Character Analysis
(Click the character infographic to download.)
Note: Before we jump into discussing Merry in The Two Towers, you might want to take a peek at Merry's "Character Analysis" for The Fellowship of the Ring for some background.
In our learning guide for The Fellowship of the Ring, we said that both Merry and Pippin are mainly there for comic relief. And we stand by that character description for The Two Towers. Book-Merry may be a little more serious than Movie-Merry (for proof, just take a peek at this picture), but even Book-Merry is pretty light-hearted. He's not as likely to jump into Serious Philosophical Discussion as his cousin, Frodo.
But when we get to The Two Towers, we see a new and more serious side of Merry. Of course, it makes perfect sense that Merry might stop laughing and start getting serious when he has been kidnapped by a horde of marauding orcs from Isengard. That seriousness only deepens when Merry receives a knife wound on his forehead that leaves a scar.
In fact, you might think of that scar as an outward display of his internal changes. Following his abduction, he becomes more serious about the war effort to resist Sauron and his minions. When Merry and Pippin join the Ents of Fangorn, it is Merry who insists that the Ents have to rally against Saruman and his growing violence. The hobbits both see that neither the Ents nor the hobbits can afford to be passive in the face of such a threat.
Merry and the Ents
(Click the infographic to download.)
Merry, Pippin, and the Ents all get along amazingly well. It's surprising because the Ents are very sloooooooooow in everything they do, while Merry and Pippin both run around like guys on too much Red Bull. We guess that opposites attract in this case, since the Ents are old and wise and the hobbits are young and, well, not the sharpest tacks in the box. But this meeting of the minds between Fangorn, Merry, and Pippin proves the old saying that the enemy of your enemy is your friend: even though the Ents and the hobbits seem as different as can possibly be, they bond over sharing a common enemy, Saruman. At the end of the day, that's what counts.
Merry the War Hero
On top of his experiences with the orcs of Isengard and the Ents of Fangorn Forest, Merry has one other major claim to fame in The Two Towers: he starts to make friends with King Théoden over a pipeful of tobacco in the ruins of Saruman's fortress. The whole scene is a bit strange, to be honest. Théoden meets Merry and Pippin after his own defense of his people at Helm's Deep and after the downfall of Saruman at Isengard. So, instead of giving us a blow-by-blow of the battle of Isengard as it happens, Tolkien gives a recap, in Merry's voice, long after the battle has been fought.
Why doesn't Tolkien give us a live play-by-play? Well, we think Merry tells about the fall of Isengard in his own words because Tolkien is less interested in the mechanics of war itself. Instead, he wants to focus on how the war affects characters like Merry and Pippin, and that's something he can only convey through Merry's version of events. Even though the whole Lord of the Rings trilogy focuses on a war between Good and Evil, the emotional states of the characters are always front and center, and sometimes the action has to take a backseat.
That's why the most heroic act in the novel is Frodo's quiet resistance to the dark forces of the Ring, rather than the huge battles that rock Gondor and Rohan. This book always brings everything back to the human (or in this case, hobbit) scale. Merry's first-person account of what happens to Saruman is further proof of Tolkien's interest in people, rather than in the supposed glories of war itself.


### Task objective:
Everything before the line containing "Lock onto 'human arm'." is to be left out; repeat that line and all lines after it exactly, to the end of the data.
[Exercise data Boundary: Start]
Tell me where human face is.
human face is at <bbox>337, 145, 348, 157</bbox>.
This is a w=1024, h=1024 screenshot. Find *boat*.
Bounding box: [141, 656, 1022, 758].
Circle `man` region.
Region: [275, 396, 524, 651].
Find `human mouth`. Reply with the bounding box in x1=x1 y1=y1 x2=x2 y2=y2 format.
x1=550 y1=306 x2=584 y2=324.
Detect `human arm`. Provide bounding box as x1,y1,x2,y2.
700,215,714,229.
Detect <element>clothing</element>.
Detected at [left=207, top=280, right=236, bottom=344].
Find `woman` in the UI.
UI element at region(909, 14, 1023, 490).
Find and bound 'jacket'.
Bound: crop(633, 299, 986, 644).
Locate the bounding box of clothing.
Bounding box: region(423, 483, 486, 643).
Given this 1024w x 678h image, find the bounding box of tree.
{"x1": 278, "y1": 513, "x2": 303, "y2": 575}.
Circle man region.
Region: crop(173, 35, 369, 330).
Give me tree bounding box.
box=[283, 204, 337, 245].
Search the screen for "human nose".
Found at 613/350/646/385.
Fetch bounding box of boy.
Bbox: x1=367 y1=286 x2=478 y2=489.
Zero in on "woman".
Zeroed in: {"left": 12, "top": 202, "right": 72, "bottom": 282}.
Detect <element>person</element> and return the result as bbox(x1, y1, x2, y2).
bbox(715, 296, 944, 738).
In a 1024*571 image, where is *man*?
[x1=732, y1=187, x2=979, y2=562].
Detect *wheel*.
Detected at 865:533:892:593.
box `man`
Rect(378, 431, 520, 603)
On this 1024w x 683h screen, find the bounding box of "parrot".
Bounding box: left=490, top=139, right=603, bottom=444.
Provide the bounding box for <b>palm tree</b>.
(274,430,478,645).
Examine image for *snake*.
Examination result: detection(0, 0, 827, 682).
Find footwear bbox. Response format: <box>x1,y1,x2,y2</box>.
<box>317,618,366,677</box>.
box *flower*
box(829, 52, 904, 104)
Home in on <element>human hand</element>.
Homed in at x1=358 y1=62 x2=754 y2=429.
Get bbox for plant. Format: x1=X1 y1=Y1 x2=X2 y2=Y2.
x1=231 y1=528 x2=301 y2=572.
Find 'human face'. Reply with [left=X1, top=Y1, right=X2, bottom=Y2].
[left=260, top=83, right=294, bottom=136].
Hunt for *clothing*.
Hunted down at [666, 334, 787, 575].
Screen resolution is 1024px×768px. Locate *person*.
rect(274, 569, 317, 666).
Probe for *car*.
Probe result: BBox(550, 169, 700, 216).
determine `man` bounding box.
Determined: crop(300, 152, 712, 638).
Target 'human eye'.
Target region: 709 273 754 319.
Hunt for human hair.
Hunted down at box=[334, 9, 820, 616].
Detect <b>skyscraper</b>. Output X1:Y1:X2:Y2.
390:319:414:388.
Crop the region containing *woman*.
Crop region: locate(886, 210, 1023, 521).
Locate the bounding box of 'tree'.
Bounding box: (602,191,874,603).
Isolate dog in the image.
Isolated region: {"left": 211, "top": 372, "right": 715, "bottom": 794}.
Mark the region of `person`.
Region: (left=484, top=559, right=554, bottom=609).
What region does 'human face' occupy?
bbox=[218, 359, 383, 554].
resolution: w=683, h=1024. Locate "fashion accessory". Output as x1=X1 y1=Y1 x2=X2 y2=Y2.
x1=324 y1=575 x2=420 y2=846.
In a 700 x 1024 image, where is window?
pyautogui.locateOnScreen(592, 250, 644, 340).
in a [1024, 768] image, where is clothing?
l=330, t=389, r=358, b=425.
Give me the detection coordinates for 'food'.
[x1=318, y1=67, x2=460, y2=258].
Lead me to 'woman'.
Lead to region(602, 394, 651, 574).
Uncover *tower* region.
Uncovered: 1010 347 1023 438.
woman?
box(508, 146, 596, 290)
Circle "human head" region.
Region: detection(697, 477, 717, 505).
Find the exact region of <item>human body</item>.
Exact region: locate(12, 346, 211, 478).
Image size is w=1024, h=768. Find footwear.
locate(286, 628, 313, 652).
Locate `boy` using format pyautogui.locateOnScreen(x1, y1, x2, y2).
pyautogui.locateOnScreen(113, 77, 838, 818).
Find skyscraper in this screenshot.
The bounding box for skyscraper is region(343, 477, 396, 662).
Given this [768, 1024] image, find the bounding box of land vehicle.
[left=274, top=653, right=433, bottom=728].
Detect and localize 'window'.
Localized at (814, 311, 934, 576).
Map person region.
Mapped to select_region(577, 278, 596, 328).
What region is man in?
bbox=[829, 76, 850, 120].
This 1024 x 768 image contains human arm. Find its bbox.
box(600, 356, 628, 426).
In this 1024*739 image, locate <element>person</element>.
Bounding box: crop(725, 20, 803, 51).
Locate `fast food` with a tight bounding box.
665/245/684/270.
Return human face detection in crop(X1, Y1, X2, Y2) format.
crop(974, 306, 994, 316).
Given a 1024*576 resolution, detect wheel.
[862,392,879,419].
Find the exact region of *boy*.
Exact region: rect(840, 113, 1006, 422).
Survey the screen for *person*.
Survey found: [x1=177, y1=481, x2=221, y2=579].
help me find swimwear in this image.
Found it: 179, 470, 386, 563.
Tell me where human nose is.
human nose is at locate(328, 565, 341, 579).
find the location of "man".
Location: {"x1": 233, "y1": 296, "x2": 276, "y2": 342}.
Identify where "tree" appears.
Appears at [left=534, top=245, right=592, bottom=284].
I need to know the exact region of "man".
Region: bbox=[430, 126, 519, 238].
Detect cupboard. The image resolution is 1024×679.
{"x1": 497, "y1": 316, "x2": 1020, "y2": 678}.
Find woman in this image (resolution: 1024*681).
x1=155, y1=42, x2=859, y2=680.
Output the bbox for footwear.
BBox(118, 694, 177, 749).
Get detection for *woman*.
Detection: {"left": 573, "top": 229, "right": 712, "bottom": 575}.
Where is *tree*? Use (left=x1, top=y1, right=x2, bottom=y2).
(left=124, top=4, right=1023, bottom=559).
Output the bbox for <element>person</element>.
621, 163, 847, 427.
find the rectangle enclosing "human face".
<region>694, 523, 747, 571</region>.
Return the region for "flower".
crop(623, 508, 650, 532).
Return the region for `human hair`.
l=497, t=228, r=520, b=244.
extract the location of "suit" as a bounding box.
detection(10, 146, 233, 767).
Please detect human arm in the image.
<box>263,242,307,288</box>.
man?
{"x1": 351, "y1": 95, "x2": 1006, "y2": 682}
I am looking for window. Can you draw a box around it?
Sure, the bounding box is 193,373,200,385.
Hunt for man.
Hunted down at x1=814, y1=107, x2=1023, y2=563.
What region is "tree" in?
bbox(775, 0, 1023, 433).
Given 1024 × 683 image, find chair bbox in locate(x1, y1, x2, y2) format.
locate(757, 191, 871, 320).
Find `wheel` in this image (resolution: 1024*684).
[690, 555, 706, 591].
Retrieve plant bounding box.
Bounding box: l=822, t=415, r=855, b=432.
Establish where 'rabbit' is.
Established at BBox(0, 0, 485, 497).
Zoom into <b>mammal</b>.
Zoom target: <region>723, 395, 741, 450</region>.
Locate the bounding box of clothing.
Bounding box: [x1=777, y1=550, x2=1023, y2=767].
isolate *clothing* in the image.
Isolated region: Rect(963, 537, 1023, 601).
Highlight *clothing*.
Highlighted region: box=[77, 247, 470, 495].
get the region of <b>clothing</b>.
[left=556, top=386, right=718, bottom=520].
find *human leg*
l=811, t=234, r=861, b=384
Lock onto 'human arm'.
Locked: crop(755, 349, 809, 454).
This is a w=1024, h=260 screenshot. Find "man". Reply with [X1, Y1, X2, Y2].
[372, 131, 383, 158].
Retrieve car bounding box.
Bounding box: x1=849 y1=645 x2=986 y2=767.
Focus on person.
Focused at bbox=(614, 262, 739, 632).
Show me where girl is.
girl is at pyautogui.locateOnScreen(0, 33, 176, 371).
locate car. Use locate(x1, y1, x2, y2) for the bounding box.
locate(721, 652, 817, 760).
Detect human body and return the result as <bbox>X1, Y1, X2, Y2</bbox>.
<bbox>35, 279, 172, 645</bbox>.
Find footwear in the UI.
[Exercise data Boundary: End]
### Task answer:
Lock onto 'human arm'.
Locked: crop(755, 349, 809, 454).
This is a w=1024, h=260 screenshot. Find "man". Reply with [X1, Y1, X2, Y2].
[372, 131, 383, 158].
Retrieve car bounding box.
Bounding box: x1=849 y1=645 x2=986 y2=767.
Focus on person.
Focused at bbox=(614, 262, 739, 632).
Show me where girl is.
girl is at pyautogui.locateOnScreen(0, 33, 176, 371).
locate car. Use locate(x1, y1, x2, y2) for the bounding box.
locate(721, 652, 817, 760).
Detect human body and return the result as <bbox>X1, Y1, X2, Y2</bbox>.
<bbox>35, 279, 172, 645</bbox>.
Find footwear in the UI.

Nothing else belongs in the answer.